Wednesday, November 17, 2010

While on the subject of Arthur Cutten....

picture from wikipedia cause I'm too lazy to walk a few blocks to take it myself

Beside the CBOT building currently are two statues representing Industry and Agriculture which once graced above the entrance to the prior CBOT building.  When the previous CBOT building was torn down, the statues (somehow) became property of Arthur Cutten on his suburban estate which eventually became the Hidden Lake Forest Preserve after Cutten's death.  The statues eventually were recovered in the past decade and were moved back to the CBOT location. 
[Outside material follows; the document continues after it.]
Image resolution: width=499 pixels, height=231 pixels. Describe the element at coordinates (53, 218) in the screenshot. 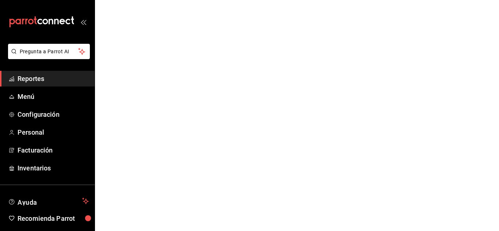

I see `span: Recomienda Parrot` at that location.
There aren't a lot of superstitions or routines that I believe in but one thing I always do is touch the cornucopia on the statue of Agriculture whenever I walk by as a reminder of the potential bounty the markets have to offer.  The statue pictured above is similar the Goddess Fortuna who is shown with a cornucopia in one hand but a rudder in the other.  If there is a mythical Goddess for traders to think of, Fortuna is certainly the most fitting:

photo credit

"She was to be found on the back of many Roman coins, holding a cornucopia in one hand and a rudder in the other.  She was beautiful and usually wore a light tunic and a coy smile.  Her name was Fortune.  She had originated as a fertility goddess, the firstborn of Jupiter, and was honored with a festival on the 25th of May and with temples throughout Italy, visited by the barren and farmers in search of rain.  But gradually her remit had widened, she had become associated with money, advancement, love and health.  The cornucopia was a symbol of her power to bestow favours, the rudder a symbol of her more sinister power to change destinies.  She could scatter gifts, then with terrifying speed shift the rudder's course, maintaining an imperturbable smile as she watched us choke to death on a fishbone or disappear in a landslide."